Aaron Sorkin's HBO series The Newsroom, starring Jeff Daniels as cable news anchorman Will McAvoy, returns July 14 for its second season. TV critic David Bianculli says some critics find the show preachy, but he likes that it tackles serious and complicated subjects.
David Edelstein reviews Fruitvale Station, a dramatization of the last day of a man shot by San Francisco transit police in the early morning hours of New Year's Day 2009.
As we prepare for key provisions of the act to take effect, debate over what the law means persists. Wendell Potter, a former health insurance executive and current senior policy analyst for the Center for Public Integrity, explains what will change, what will remain the same, and why he supports ObamaCare.
The rapper's new album is his first collection since becoming a father with singer Beyonce. Rock critic Ken Tucker says the album is an uneven but intriguing collection of songs that tries to navigate a path between parenthood and an obsession with commercial success.
Our modern fruits, grains and vegetables aren't nearly as nutrition-packed as their wild counterparts were thousands of years ago, says health writer Jo Robinson.
Novelist Kate Christensen makes a plot line of her own life in a memoir that describes her struggles to come to terms with her family, her relationships and her sometimes violent father. A passionate lover of food, Christensen weaves recipes into a story of survival.
Oregon saxophonist Rich Halley takes inspiration from the Wallowa mountain range on his new album Crossing the Passes. On Boss of the Plains, Chicago-based trio Wheelhouse makes music that evokes the Great Plains and wind chimes on a porch when the weather changes.

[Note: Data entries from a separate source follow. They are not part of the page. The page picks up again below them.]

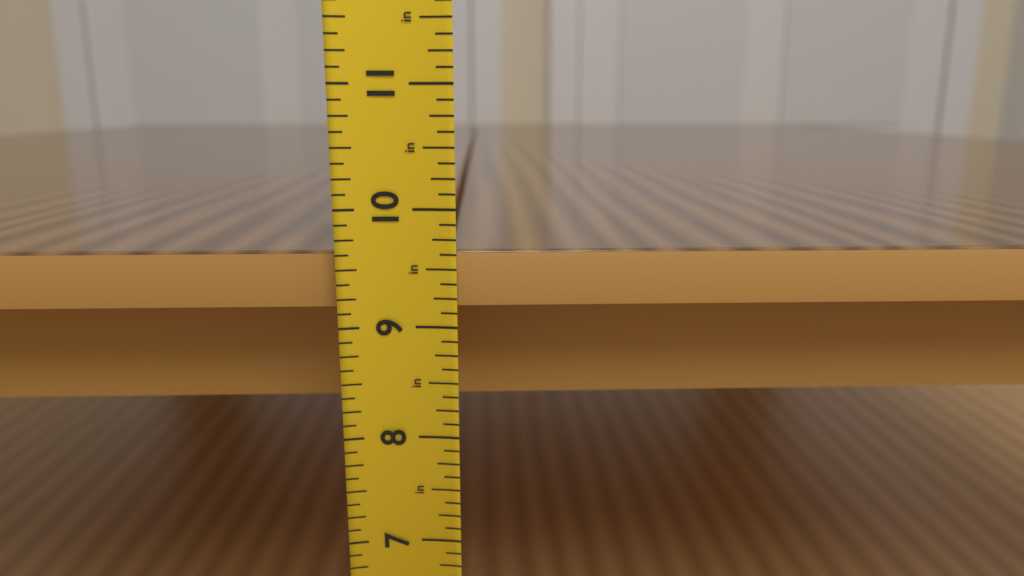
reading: 9.625 in
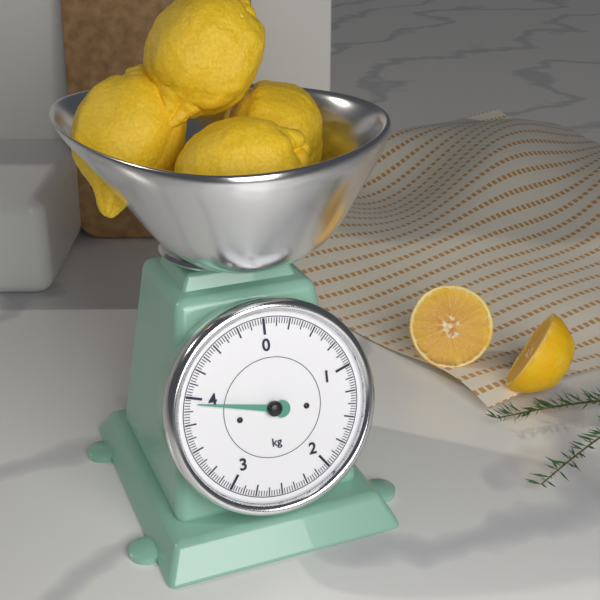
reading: 3.950 kg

Journalist Alfredo Corchado covers Mexico for the Dallas Morning News. His new book, Midnight In Mexico, is part memoir and part recent history of the upheaval in the country. He talks to Fresh Air about the power of the cartels, the rampant corruption and the hopes for the future of Mexico.

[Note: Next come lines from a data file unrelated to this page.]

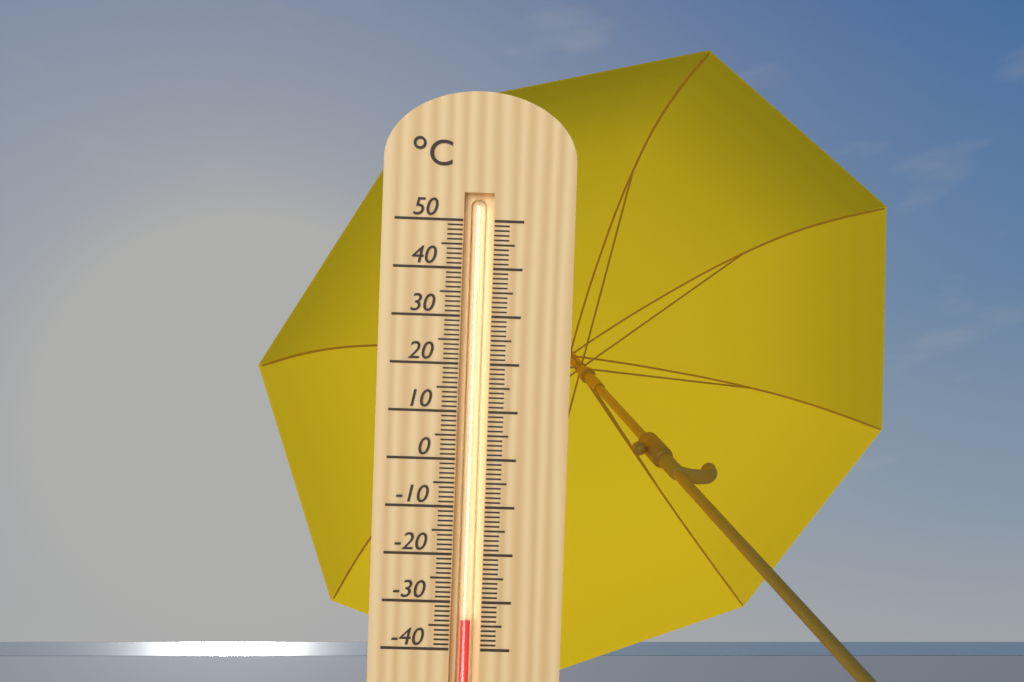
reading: -34 °C
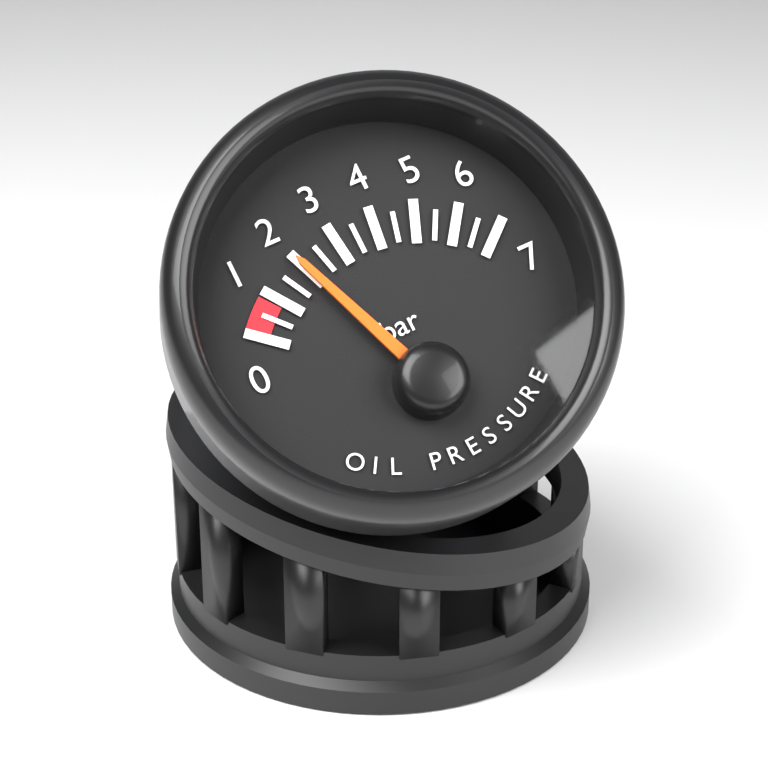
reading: 2.0 bar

On July 10, FX adds another dark serialized drama to an already rich cable crop: The Bridge, starring Diane Kruger. Like The Killing, it's based on a Scandinavian television series.

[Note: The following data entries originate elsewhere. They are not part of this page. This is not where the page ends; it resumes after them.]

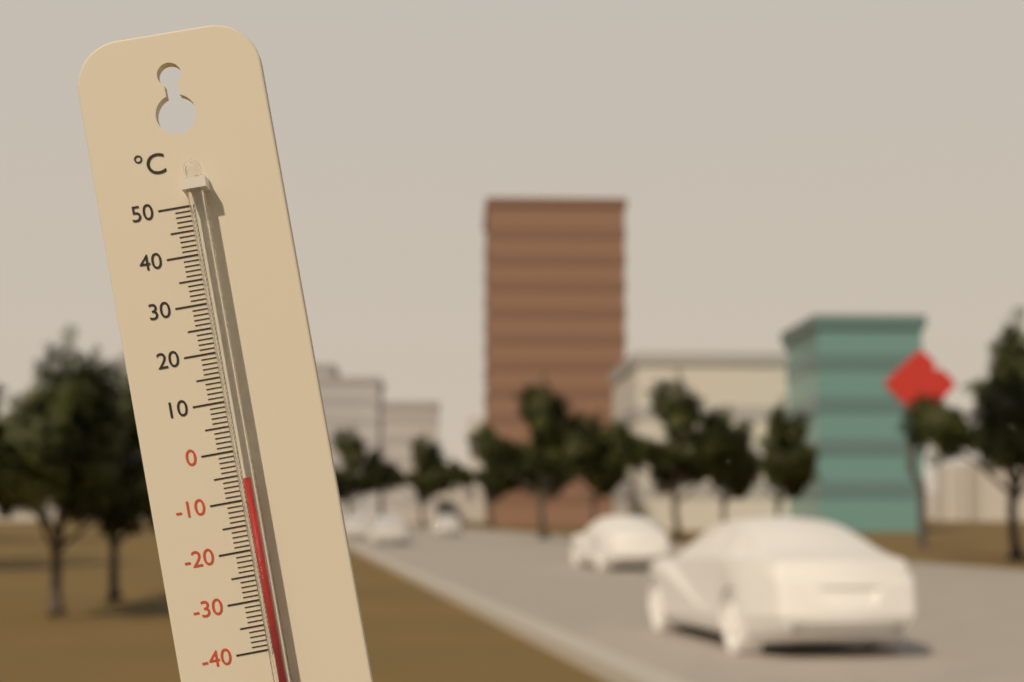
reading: -6 °C
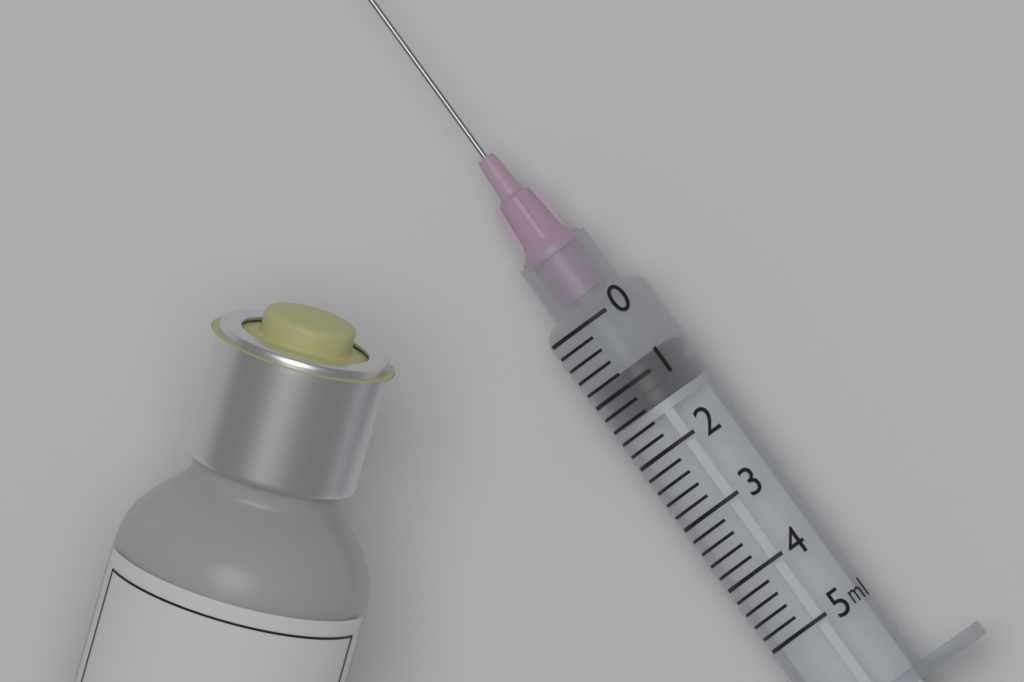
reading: 0.8 ml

In the Showtime series, Schreiber plays a Hollywood fixer with some personal problems of his own. While TV is newish territory for Schreiber, playing a man plagued by inner demons is not. He talks with Dave Davies about acting the heavy — and how his face has shaped his career.
The bulk of Friedberger's work thus far has been recorded with her brother, Matthew, under the name The Fiery Furnaces. For this new solo album, her second, she's written with a new collaborator in singer-songwriter John Wesley Harding.
Director Gore Verbinski and star Johnny Depp have turned in a busy, expensive take on the masked lawman of the Wild West. It's long, tone-deaf, and ultimately crushingly bad.
As Peggy Olson on AMC's drama series, the actress has learned about her character's personality and development episode by episode, script by script, just like those of us who watch the show on TV. And she tells Fresh Air's Terry Gross that she prefers it that way.
Adam Liptak, who covers the Supreme Court for The New York Times, says that in the years Chief Justice John Roberts has led the court, his patient and methodical approach has allowed him to establish a robustly conservative record.
This is the second mystery in Sara Gran's series featuring 40-ish bad-girl detective Claire DeWitt. Critic Maureen Corrigan says that reading a noir novel written by a Brooklyn-born author gave her a rush of private-eye, patriotic pride.
Director Kenneth Branagh has given us fresh Shakespeare and witty modern comedies of manners, and some years ago he turned to opera, with an adaptation of Mozart's classic set in World War I. It's finally available in the U.S., and critic Lloyd Schwartz says the results are disappointingly mixed.
The famed author and illustrator broke the rules of American children's literature in the '50s and '60s, but many Americans have never heard of him. A new documentary, Far Out Isn't Far Enough, looks at his life and work.
The cable network presents two drama series this Sunday -- series at different ends of their life spans. In its eight and final season Dexter, starring Michael C. Hall, is worth sticking with, while Ray Donovan, starring Live Schreiber unveils its very impressive first episode.
Pedro Almodovar's ensemble comedy I'm So Excited is set on an airplane with mechanical problems. Neil Jordan's Byzantium centers on a pair of itinerant English vampires. The two films couldn't be more different, but the two filmmakers are very much in command of their craft.
Since Lyme disease was first identified in the late 1970s, it has become the most commonly reported tick-borne illness in the country. Journalist Michael Specter talks about his New Yorker article on the disease and its controversial history.